Airport property owners fight Georgia DoT contract
Published 10:21 pm Tuesday, May 26, 2015
The Decatur County Board of Commissioners tabled a decision Tuesday night to approve a contract for the first phase of land acquisition services at the Decatur County Airport.
The contract from the Georgia Department of Transportation includes a series of title searches, updated surveys and property appraisals for properties that are adjacent to the airport.
Greg Teague, president of Croy Engineering, explained this contract approval was needed for security purposes, and would ultimately result in these properties being acquired from their owners by Decatur County.
Teague said it was GDoT’s preference for the county to control all of the property.
“The county receives $150,000 every year of entitlement money just for keeping up with the airport,” Teague said. “Also the county has a five-year capital improvement plan, that the county has roughly a million dollars of improvement scheduled out that allows the county to receive grant money from the state. If the county elects not to do this, the GDoT would have a conversation about being out of compliance with this.”
Teague said that meant the county could lose the $150,000. He also said the GDOT needed to know the board’s decision by Friday.
The value of the contract is just over $90,000, which all but $5,300 would be paid for by GDoT and the Federal Airport Authority.
Doug Young, a member of the Airport Advisory Committee, disagreed with the contract.
“We met with all the landowners,” Young said. “Every landowner out there said they were opposed to it. With every landowner opposed to this, stonewall, I think it is silly to sign a $90,000 contract to go nowhere. Croy is the only one to gain, the county doesn’t gain anything.”
Billy Howell, owner of the world-renown Ag Flight school at the airport for 31 years, said he had poured all of his money into the school and wouldn’t let his property go easily.
“I don’t know what I’m going to do, but nobody is going to take my property without a big, big fight,” Howell said. “I’ll give it anything. Somebody like that tries to take my property? That’s my life, 31 years of it.”
If landowners flat out refused to sell their property, other options for acquisition include a “Through the Fence Agreement,” which allows people who own residential property with aircraft storage facilities near an airport to access the airport from off-airport property. Another would be for the county to begin a leasing operation with the property owners.

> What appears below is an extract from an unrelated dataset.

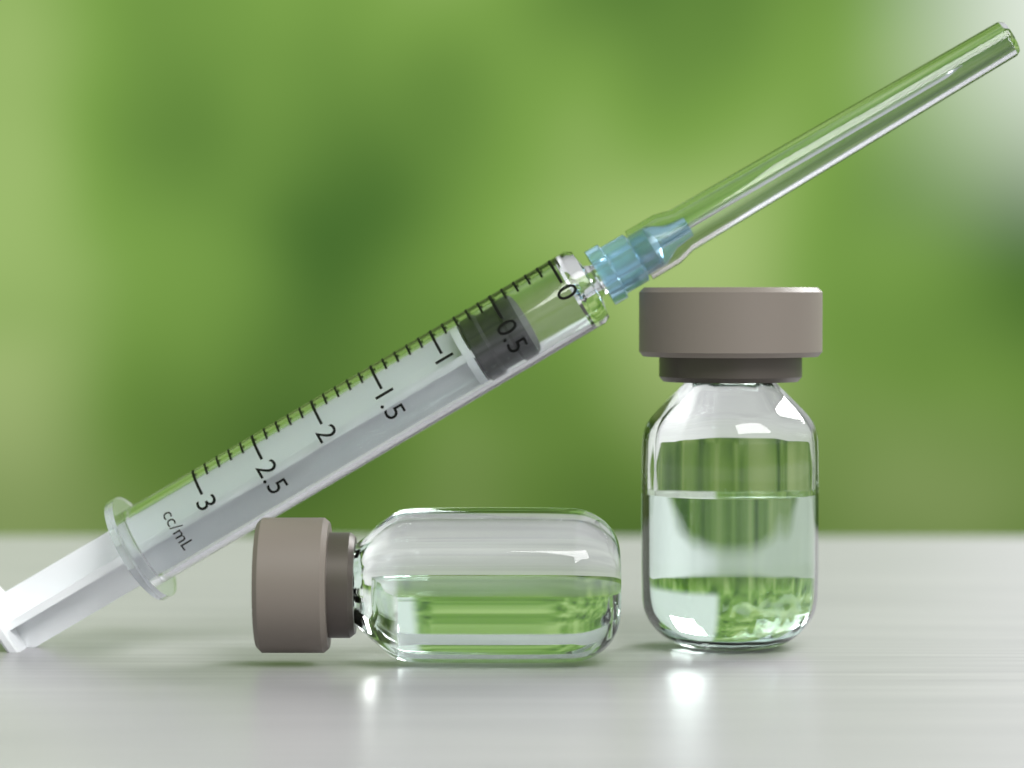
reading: 0.4 mL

Decatur County attorney Bruce Kirbo explained the contract in question was only for a FFA-approved contractor and not Croy specifically. The contract itself is to receive the $90,000 in grant money and use it for contracting services.
“Friday is only a deadline for this,” Young said about the contract. “The following week we can sit down at a table to make an agreement, whether it is a Through the Fence Agreement, land acquisition. As long as GDoT has something from y’all that says you have started the process, you will not lose that ($150,000).”
Decatur County Commission Chairman Dennis Brinson entertained a motion to approve the contract, so moved by commissioner George Anderson. The motion died for a lack of a second. The board decided to wait until after the Airport Advisory Committee meets to make their final decision on the contract.
The Airport Advisory committee meets Wednesday at 1:30 p.m. at the Decatur County Airport.